Legends rise and they fall, but Omara Portuondo goes on.
The 88 year old doyenne of Cuban jazz was in Ottawa Friday night on her self-proclaimed Last Kiss tour. It was a memorable evening from the charming filin singer made globally famous for her work on the Buena Vista Social Club. Through the main stage set Friday evening her voice and personality was undimmed leaving one wondering why stop now.
She was escorted on stage by her pianist, band leader and sherpa Roberto Fonseca, himself a star of Cuban jazz in his own right.
She can’t move as easily as she might have in the past and she remained sitting for her show, but with her quartet behind her for the first five songs of her show, she was certainly a powerful presence.
And what a band she has starting with Fonseca and including Andres Coayo on percussion, drummer Ruly Herrera and bassist Yandy Martinez.
Together they moved through the first three songs — Drume Negrita, Adios Felicidad and Ultima Noche, with aplomb and skills headed towards a climax with the famous fourth song, Veinte Anos. Portuondo delivered a powerful, emotional rendition of the song that she recorded with the Buena Vista Social Club in a duet with her late comrade, Compay Segundo.
The patriotic Soy Cubana closed the first section of the concert. Portuondo is a proud Cuban. She stayed on the island after the revolution while others left including her sister Haydée.
After finishing up Soy Cubana, members of the National Arts Centre Orchestra came on stage dressed in white jackets and tops instead of their usual black outfits. They were led by the Kingston Symphony’s Evan Mitchell and they joined with Portuondo, Fonseca and the rest of the band.
In their whites, the orchestra looked more like the kind of nightclub ensembles one imagines that one might have found in Havana in the 1950s; that time before the revolution when you would find a dictator chatting with a gangster in the dark at a corner table while Hollywood stars and wannabes would be preening in the light of the dance floor.
Portuondo did six songs accompanied by the lush strings and great brass section of the NAC Orchestra. It started with a torchy Tabu.
By this time the audience was truly warmed up and dancing to the rhythms of the music of Cuba. Songs like Amor de Mis Amores and Tiene Sabor had people swaying to the beat in front of the main stage in Marion Dewar Plaza.
The most famous Cuban song is the anthemic Guantanamera about a woman from Guantanamo, that contested place better known today as a U.S. base and a prison holding those rounded up in the war on terror launched after the 9/11 terror attacks.
But in Portuondo’s sure hands it was a sure way to get everyone in the audience singing along with a lyric that dates back to an important voice for independence in 19th and early 20th century Cuba the poet and journalist Jose Marti.
The evening closed with an encore featuring the song Besame Mucho. After that Portuondo, hands on Fonseca’s hips, walked off the stage, pausing for one last wave to the crowd.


* PROBLEM TO WORK ON *
Return each line of the records with nothing changed, pictures excepted.

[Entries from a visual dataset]
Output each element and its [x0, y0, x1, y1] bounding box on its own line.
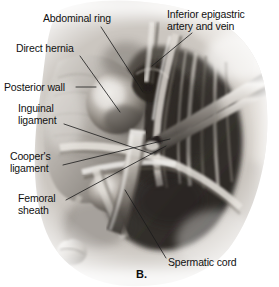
- label-femoral-sheath: Femoral sheath: [18, 192, 55, 216]
- label-inguinal-ligament: Inguinal ligament: [18, 102, 57, 126]
- label-abdominal-ring: Abdominal ring: [43, 12, 111, 24]
- label-direct-hernia: Direct hernia: [16, 42, 74, 54]
- label-spermatic-cord: Spermatic cord: [168, 256, 237, 268]
- label-posterior-wall: Posterior wall: [4, 81, 65, 93]
- label-coopers-ligament: Cooper's ligament: [10, 150, 51, 174]
- label-inferior-epigastric-artery-and-vein: Inferior epigastric artery and vein: [167, 8, 245, 32]
- figure-panel-b: Abdominal ring Inferior epigastric arter…: [0, 0, 279, 287]
- figure-letter: B.: [136, 268, 147, 280]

* TASK RESULT *
Output each element and its [x0, y0, x1, y1] bounding box on its own line.
- label-femoral-sheath: Femoral sheath: [18, 192, 55, 216]
- label-inguinal-ligament: Inguinal ligament: [18, 102, 57, 126]
- label-abdominal-ring: Abdominal ring: [43, 12, 111, 24]
- label-direct-hernia: Direct hernia: [16, 42, 74, 54]
- label-spermatic-cord: Spermatic cord: [168, 256, 237, 268]
- label-posterior-wall: Posterior wall: [4, 81, 65, 93]
- label-coopers-ligament: Cooper's ligament: [10, 150, 51, 174]
- label-inferior-epigastric-artery-and-vein: Inferior epigastric artery and vein: [167, 8, 245, 32]
- figure-panel-b: Abdominal ring Inferior epigastric arter…: [0, 0, 279, 287]
- figure-letter: B.: [136, 268, 147, 280]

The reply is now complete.